Otto Franz Krone: The Emerging Man

El Taller presents, "Otto Franz Krone – The Emerging Man – A Life's Work," an exhibition by the late artist, which runs from April 20th to June 9th, 2007. This expansive collection, which explores and celebrates Krone's obsession with faces and originality, will be on display in the city that finally gave the rootless artist a home. 

Krone, born Eugene W. Hahn in Ohio in 1924 to an alcoholic boxer and artist housewife, spent most of his childhood in orphanages. A self-taught artist who worked in every medium, Krone found both personal escape and salvation in the faces he drew. His early pain was eclipsed by the brutality of World War II where he served in the 82nd and 101st Airborne, earning a Purple Heart as he gained an education in anguish. 

He says it was the war that changed his art from portraits to visages of agony. Described by loved ones as a deeply passionate and compassionate man who carried a deep sadness within him, Otto spoke of the cluster of faces which would become "The Emerging Man" as "nightmare, all these faces would be talking, moving, crying, laughing and shouting." He painted the people crowding his mind to purge himself, literally painting them out of his mind. His true empathy and genuine love for people enabled him to express their sorrow as he articulated his own. When he spoke of the faces he saw and the unsmiling images he sketched and painted, one senses that he was also talking about, and painting, himself. Ultimately, his life's work is a journey – through orphanages, battlefields and prisons – and what finally emerges is a journey through the mind of a man for whom art was his whole life.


# About this exercise
Copy every line of the records below where the word "Support" occurs.

# Saved entries
───

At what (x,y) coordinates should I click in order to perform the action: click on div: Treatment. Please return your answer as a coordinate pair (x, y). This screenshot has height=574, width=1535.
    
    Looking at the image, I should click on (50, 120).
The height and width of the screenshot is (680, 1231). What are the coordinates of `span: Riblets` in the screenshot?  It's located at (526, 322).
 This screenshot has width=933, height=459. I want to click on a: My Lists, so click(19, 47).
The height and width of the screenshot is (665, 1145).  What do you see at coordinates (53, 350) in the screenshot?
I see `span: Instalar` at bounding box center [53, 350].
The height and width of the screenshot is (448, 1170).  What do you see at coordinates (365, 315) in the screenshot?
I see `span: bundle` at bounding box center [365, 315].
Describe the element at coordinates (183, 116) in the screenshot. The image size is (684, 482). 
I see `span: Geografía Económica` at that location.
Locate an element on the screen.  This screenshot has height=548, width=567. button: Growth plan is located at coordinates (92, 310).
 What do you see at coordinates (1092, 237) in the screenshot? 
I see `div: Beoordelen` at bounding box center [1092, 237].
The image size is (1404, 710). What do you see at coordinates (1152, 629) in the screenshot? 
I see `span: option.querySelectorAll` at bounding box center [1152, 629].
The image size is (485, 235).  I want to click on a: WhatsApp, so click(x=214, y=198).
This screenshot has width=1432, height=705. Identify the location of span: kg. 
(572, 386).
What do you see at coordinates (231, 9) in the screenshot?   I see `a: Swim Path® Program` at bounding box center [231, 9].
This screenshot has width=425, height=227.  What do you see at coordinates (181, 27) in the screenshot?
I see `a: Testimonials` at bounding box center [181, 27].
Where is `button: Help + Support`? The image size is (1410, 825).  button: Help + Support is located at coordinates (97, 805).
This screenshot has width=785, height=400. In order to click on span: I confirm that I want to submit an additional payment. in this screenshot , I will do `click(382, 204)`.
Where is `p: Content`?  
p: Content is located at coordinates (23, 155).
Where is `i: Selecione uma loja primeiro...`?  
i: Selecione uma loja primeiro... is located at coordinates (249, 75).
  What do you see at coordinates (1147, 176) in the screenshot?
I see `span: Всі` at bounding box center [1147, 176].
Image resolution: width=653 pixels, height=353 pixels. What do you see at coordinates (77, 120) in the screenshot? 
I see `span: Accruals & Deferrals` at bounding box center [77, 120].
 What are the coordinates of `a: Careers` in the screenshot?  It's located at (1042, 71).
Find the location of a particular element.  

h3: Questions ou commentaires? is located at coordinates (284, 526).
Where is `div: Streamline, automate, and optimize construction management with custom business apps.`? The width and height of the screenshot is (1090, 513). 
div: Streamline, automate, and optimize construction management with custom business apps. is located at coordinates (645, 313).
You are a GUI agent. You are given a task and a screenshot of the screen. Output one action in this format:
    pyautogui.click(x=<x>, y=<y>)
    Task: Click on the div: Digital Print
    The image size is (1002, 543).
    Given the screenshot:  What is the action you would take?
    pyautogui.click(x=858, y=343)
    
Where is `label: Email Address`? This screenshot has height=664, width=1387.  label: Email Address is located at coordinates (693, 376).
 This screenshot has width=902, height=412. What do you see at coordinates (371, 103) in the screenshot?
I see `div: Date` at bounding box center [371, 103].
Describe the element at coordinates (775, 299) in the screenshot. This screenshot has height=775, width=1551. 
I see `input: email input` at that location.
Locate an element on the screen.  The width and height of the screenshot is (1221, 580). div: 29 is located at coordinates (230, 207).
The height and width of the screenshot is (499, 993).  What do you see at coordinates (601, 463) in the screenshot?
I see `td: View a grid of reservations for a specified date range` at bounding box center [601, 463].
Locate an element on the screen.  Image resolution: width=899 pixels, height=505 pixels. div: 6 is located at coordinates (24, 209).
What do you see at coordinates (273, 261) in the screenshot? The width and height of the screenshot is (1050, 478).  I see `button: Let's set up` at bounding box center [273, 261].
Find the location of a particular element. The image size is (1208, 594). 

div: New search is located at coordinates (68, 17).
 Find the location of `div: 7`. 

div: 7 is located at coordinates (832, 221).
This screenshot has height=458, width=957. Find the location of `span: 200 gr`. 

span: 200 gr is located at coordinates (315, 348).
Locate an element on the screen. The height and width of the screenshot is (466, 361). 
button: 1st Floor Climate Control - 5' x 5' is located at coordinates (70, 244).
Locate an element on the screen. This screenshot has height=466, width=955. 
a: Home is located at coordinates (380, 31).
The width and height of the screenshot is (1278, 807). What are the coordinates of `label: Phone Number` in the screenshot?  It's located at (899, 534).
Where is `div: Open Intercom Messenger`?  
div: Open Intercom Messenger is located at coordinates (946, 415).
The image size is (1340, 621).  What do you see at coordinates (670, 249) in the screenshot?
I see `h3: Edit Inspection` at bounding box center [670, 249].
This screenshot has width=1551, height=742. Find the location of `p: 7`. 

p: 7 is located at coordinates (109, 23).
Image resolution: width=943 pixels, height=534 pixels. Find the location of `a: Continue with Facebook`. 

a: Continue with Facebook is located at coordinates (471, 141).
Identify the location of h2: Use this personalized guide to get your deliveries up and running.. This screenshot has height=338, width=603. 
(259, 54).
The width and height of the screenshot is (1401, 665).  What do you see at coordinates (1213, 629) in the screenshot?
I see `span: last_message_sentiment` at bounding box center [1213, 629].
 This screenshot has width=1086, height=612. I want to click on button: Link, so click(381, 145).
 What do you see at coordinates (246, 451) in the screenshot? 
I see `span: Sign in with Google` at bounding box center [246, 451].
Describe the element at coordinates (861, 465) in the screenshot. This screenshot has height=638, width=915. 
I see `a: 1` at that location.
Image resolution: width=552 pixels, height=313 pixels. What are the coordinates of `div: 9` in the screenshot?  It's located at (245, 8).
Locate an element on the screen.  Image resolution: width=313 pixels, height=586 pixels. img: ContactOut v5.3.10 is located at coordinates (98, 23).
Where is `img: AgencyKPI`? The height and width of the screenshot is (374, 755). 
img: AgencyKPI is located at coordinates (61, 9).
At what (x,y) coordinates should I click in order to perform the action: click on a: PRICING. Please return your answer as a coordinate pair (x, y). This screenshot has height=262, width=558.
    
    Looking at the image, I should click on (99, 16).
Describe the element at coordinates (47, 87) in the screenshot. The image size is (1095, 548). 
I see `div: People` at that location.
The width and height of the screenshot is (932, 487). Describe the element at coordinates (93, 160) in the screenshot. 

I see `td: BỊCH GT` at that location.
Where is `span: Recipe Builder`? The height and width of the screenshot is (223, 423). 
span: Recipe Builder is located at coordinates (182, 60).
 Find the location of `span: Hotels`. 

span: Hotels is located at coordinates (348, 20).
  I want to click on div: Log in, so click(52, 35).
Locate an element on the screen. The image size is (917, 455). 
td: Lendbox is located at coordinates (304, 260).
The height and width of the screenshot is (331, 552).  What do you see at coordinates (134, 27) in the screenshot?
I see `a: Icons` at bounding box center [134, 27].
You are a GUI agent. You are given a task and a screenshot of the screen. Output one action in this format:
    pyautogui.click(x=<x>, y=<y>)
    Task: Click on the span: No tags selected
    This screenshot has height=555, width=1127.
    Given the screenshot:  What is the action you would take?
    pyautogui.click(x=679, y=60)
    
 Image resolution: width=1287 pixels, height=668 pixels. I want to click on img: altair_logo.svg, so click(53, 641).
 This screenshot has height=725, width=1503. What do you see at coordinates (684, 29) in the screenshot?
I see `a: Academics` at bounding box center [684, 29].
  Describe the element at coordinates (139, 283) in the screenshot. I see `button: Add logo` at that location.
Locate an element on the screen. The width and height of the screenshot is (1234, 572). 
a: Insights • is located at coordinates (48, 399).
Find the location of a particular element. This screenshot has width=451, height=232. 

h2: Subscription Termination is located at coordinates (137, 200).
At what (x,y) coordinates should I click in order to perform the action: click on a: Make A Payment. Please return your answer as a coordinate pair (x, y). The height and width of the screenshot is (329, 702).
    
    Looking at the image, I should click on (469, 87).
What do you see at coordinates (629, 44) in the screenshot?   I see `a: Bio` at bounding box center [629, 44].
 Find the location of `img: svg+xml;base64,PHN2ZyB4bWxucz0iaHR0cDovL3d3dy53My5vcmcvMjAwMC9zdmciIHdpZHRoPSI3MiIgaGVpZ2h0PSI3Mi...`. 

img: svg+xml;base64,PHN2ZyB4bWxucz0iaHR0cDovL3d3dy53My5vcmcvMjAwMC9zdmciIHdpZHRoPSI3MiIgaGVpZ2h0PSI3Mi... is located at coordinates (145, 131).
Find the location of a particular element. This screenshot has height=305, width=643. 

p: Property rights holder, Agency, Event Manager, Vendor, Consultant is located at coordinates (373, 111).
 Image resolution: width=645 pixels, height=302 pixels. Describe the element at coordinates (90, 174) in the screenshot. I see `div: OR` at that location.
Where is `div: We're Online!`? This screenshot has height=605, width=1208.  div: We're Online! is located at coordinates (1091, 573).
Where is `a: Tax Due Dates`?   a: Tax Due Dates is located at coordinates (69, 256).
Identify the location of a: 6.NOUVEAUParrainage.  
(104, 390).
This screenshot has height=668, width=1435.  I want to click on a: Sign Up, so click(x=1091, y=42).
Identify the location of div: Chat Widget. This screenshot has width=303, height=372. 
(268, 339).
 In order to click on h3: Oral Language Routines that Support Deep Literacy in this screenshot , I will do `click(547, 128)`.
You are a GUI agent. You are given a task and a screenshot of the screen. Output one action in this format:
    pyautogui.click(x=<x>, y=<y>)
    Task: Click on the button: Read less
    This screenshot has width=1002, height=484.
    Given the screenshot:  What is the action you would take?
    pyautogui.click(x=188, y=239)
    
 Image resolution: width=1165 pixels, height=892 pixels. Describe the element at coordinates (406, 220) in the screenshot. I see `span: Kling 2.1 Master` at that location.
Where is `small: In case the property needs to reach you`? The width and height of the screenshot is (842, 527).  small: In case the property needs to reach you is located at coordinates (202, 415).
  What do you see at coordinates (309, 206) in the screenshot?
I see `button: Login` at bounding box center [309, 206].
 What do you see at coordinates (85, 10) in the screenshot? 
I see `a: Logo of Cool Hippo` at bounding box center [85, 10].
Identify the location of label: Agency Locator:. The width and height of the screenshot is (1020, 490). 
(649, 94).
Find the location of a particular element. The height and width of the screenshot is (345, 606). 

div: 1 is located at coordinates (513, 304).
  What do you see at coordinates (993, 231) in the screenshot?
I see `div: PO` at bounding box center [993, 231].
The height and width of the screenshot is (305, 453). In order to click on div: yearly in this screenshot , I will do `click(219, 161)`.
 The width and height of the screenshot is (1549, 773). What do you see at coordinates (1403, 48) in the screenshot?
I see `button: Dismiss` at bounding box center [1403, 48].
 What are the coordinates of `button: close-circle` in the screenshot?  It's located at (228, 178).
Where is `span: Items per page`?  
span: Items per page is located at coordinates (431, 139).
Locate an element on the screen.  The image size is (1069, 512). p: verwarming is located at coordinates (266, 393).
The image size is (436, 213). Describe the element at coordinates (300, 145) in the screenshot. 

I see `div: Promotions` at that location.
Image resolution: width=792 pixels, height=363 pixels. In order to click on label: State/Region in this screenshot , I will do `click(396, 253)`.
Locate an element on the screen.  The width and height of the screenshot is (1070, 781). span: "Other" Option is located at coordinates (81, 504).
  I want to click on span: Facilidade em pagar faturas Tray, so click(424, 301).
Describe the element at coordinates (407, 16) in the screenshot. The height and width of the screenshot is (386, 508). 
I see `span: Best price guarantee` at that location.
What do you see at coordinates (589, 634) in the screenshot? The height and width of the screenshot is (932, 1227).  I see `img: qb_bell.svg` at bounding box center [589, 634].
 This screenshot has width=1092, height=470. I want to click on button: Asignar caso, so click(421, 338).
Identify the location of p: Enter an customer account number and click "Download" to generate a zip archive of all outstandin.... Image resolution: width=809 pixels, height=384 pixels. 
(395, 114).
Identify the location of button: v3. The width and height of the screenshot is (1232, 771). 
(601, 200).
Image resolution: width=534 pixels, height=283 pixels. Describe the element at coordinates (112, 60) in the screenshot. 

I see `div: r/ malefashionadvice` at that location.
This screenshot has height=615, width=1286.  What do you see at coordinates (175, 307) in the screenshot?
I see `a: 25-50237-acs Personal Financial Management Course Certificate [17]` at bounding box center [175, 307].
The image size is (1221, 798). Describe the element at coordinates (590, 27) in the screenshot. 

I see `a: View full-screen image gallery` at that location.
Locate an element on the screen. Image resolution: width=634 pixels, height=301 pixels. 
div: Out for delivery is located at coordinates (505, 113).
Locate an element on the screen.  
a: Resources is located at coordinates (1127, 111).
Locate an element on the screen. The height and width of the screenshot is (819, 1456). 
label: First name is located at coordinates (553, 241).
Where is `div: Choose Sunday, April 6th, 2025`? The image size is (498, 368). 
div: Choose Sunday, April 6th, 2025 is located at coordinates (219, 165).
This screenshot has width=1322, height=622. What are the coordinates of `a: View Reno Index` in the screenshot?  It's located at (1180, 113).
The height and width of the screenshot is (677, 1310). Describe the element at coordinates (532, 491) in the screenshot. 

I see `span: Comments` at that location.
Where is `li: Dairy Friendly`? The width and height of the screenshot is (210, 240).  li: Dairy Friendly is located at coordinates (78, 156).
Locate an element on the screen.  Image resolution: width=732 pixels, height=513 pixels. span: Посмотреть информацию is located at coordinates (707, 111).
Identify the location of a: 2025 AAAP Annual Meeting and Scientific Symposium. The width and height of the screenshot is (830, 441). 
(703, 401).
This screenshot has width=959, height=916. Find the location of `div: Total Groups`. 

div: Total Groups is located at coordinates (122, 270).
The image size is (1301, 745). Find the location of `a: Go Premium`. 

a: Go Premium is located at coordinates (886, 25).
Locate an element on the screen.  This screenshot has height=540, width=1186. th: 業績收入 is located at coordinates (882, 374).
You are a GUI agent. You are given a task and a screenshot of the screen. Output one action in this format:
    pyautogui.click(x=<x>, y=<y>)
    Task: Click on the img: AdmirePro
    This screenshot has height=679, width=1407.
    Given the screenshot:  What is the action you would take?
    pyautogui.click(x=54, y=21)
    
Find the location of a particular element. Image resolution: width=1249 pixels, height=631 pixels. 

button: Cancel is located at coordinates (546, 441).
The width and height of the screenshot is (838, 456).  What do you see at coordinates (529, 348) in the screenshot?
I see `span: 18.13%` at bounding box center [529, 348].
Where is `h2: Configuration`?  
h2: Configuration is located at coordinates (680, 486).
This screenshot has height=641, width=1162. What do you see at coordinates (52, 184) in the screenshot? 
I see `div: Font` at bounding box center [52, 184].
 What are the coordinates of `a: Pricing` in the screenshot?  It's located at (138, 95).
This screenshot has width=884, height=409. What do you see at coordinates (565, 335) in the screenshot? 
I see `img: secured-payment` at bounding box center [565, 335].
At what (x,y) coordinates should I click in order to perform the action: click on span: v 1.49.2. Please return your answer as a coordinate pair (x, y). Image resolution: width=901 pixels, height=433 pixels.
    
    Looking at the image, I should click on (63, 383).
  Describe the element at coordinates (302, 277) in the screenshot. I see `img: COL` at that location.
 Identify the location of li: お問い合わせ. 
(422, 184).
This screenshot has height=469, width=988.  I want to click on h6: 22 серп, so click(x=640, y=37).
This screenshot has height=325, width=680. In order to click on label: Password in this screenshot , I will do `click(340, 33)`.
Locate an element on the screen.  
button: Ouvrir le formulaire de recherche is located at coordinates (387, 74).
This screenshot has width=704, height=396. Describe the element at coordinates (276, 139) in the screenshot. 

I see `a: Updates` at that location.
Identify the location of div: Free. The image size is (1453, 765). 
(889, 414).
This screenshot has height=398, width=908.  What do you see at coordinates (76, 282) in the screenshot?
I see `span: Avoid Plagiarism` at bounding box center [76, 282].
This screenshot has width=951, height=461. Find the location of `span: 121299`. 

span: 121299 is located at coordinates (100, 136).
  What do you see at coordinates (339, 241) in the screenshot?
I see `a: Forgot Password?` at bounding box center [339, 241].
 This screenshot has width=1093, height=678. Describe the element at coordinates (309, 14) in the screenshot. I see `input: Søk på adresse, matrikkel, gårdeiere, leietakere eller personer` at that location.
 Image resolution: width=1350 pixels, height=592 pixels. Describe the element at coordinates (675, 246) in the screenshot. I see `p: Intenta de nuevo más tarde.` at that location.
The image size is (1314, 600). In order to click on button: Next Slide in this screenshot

───

# Your solution
Where is `button: Help + Support`? The image size is (1410, 825).  button: Help + Support is located at coordinates (97, 805).
 In order to click on h3: Oral Language Routines that Support Deep Literacy in this screenshot , I will do `click(547, 128)`.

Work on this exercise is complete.